(Collected data entries)
--- START ---
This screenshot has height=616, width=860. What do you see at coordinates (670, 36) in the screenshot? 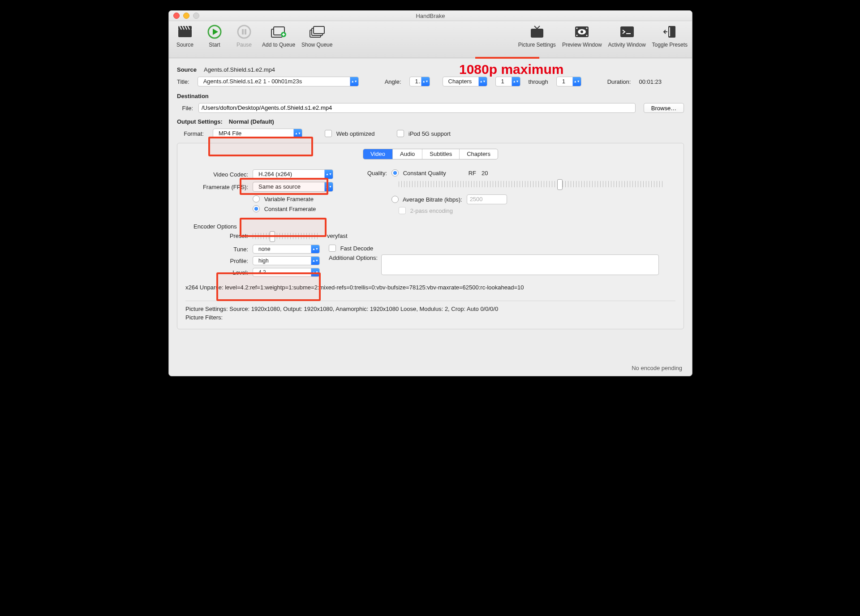
I see `toggle-presets-button: Toggle Presets` at bounding box center [670, 36].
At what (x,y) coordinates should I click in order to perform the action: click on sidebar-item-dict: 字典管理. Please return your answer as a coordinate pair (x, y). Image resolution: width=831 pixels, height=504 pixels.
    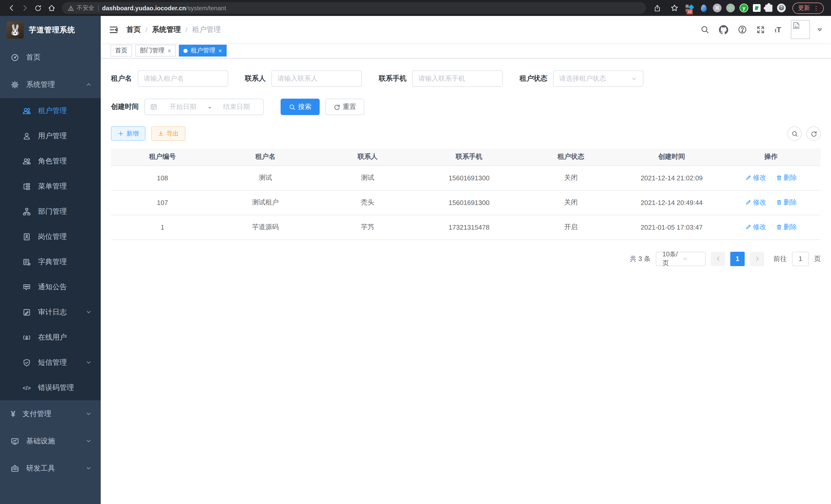
    Looking at the image, I should click on (51, 262).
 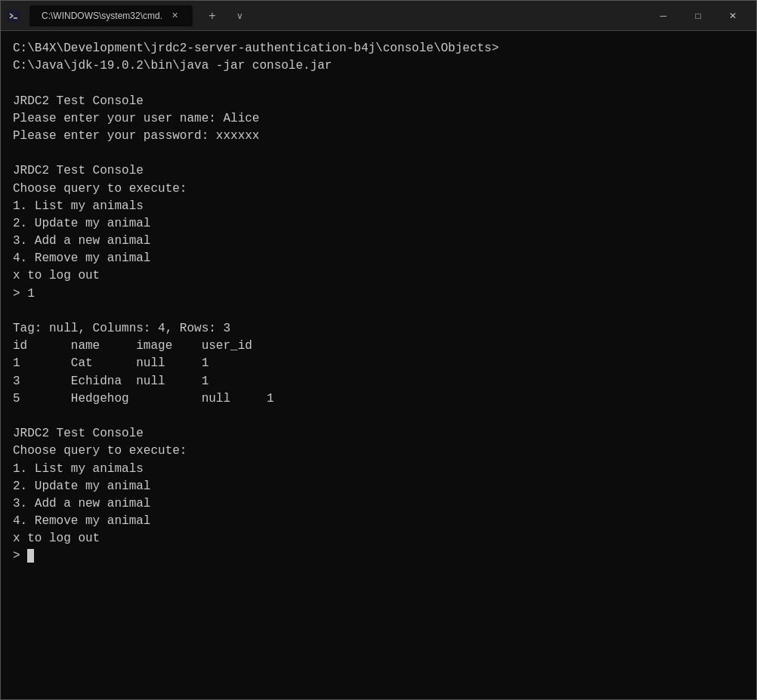 What do you see at coordinates (698, 16) in the screenshot?
I see `maximize-button: □` at bounding box center [698, 16].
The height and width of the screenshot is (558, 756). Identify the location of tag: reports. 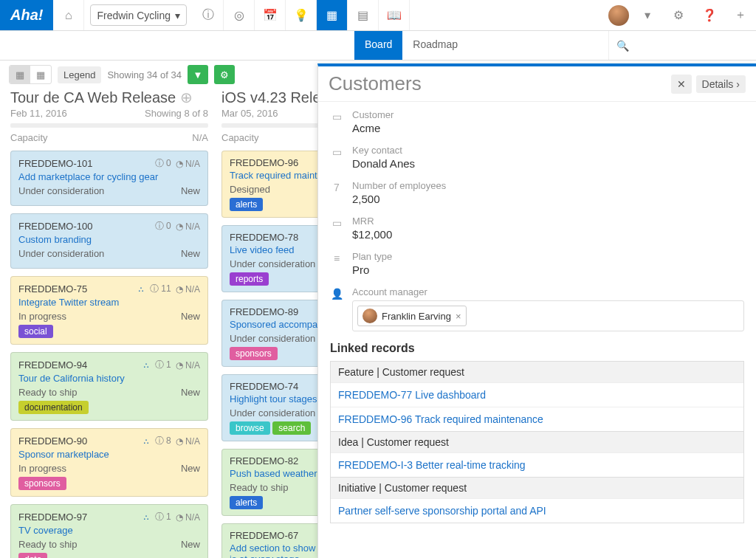
(250, 279).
--- END ---
> _DIRECTIONS FOR THIS TASK_
Print all entries exactly; skip the pictures.

> _SOLUTION_
This screenshot has height=616, width=860. What do you see at coordinates (670, 36) in the screenshot? 
I see `toggle-presets-button: Toggle Presets` at bounding box center [670, 36].
At what (x,y) coordinates should I click in order to perform the action: click on sidebar-item-dict: 字典管理. Please return your answer as a coordinate pair (x, y). Image resolution: width=831 pixels, height=504 pixels.
    Looking at the image, I should click on (51, 262).
  What do you see at coordinates (698, 16) in the screenshot?
I see `maximize-button: □` at bounding box center [698, 16].
The height and width of the screenshot is (558, 756). Identify the location of tag: reports. 
(250, 279).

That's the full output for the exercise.